You can tell a lot about the future of a metro area based on how it deals with tensions over plans to develop its land. Zoning laws, which help determine everything from building heights to building and land values, set a course not only for a city's development but its character and attitude, too.
These days, the Puget Sound region (primarily Seattle) is embroiled in a battle between real-estate developers and labor leaders over how much industrial land in the region should remain industrial.
One side says Puget Sound is, in many ways, shedding its industrial image and embracing a high-tech, service-worker future. As a result, it needs to open some industrial land to higher and better uses in the form of mixed-use residential, office and retail buildings. The other side says, no, the industrial land needs to stay industrial because not only does it harbor good-paying jobs but it also retains a piece of our blue-collar character, a piece worth saving.
Here is where the battle was at when I last checked: Mayor Greg Nickels proposed protecting jobs by reducing office and retail development on 5,000 acres in the city dedicated mostly to manufacturing and industry. Here is what Deputy Mayor Tim Ceis told the Seattle Times: "This is kind of shaping up as a battle for the fate of industrial jobs in the city. It's downtown versus industry, white collar versus blue."
Or not. At the risk of sounding naive, I would suggest that perhaps this isn't an us or them, "versus" situation necessarily. I would suggest this after reading about what is happening in Los Angeles, which also is embroiled in a zoning war over the fate of industrial land.
Although the tensions are just as high in LA as they are here, several developers quoted in the LA Times story suggest a compromise can be found at least among some competing land uses.
One of the developers is Kate Bartolo, senior vice president of development for the Kor Group, which is developing a number of projects downtown, including t he conversion of warehouses in LA's industrial district into condos and retail space. Here is what she said: "Saying that industrial is wholly incompatible with live-work lofts is very dated thinking."
Perhaps the correct approach here would be to find the points where the supposedly competing land uses are actually not all that much in competition. Certainly, some buildings don't belong next to each other, and it's important to promote good-paying industrial jobs. But, when it comes to zoning and land uses, the future of cities doesn't rest on an either/or mentality. Cities aren't like that. They're messy and, as such, they should be roomy enough for urban office workers and loft-dwellers as well as manufacturers and the people they employ.
To those ends, perhaps "form-based codes," which are more specific than traditional zoning laws, might help lay out how different buildings and their occupants interact with one another. Or, perhaps, "transitional zones" which reflect the different contours of different pieces of land, are a way to enable a place to evolve smartly from industrial to retail to residential while maintaining these important uses.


**Exercise prompt**. Transcribe exactly the line that contains "In a 1024×768" and every line after it to the end of the entries, and nothing more.

------ Information provided

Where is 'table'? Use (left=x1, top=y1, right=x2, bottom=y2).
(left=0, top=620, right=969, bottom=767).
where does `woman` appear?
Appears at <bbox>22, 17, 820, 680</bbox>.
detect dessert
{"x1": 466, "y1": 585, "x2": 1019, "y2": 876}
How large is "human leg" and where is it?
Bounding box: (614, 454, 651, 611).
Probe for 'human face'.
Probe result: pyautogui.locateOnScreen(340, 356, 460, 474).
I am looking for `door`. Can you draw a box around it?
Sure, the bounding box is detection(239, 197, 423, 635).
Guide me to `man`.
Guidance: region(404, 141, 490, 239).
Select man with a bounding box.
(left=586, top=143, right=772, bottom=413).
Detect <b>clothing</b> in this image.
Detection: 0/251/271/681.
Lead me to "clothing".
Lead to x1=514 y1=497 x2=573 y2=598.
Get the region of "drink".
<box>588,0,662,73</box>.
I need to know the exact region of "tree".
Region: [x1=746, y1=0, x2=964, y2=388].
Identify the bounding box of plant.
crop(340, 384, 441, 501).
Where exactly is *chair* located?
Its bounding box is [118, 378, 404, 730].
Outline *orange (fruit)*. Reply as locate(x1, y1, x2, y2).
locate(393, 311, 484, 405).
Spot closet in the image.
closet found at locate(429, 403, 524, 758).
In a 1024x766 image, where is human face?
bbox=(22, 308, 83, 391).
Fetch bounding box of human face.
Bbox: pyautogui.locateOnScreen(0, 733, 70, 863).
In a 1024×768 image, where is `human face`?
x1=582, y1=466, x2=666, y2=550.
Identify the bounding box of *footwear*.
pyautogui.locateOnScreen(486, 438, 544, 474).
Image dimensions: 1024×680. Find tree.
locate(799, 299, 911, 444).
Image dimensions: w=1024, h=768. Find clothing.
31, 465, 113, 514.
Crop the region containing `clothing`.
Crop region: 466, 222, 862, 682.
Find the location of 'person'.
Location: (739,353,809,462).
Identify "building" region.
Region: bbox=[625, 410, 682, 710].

------------

**Written answer**.
In a 1024×768 image, where is `human face`?
x1=582, y1=466, x2=666, y2=550.
Identify the bounding box of *footwear*.
pyautogui.locateOnScreen(486, 438, 544, 474).
Image dimensions: 1024×680. Find tree.
locate(799, 299, 911, 444).
Image dimensions: w=1024, h=768. Find clothing.
31, 465, 113, 514.
Crop the region containing `clothing`.
Crop region: 466, 222, 862, 682.
Find the location of 'person'.
Location: (739,353,809,462).
Identify "building" region.
Region: bbox=[625, 410, 682, 710].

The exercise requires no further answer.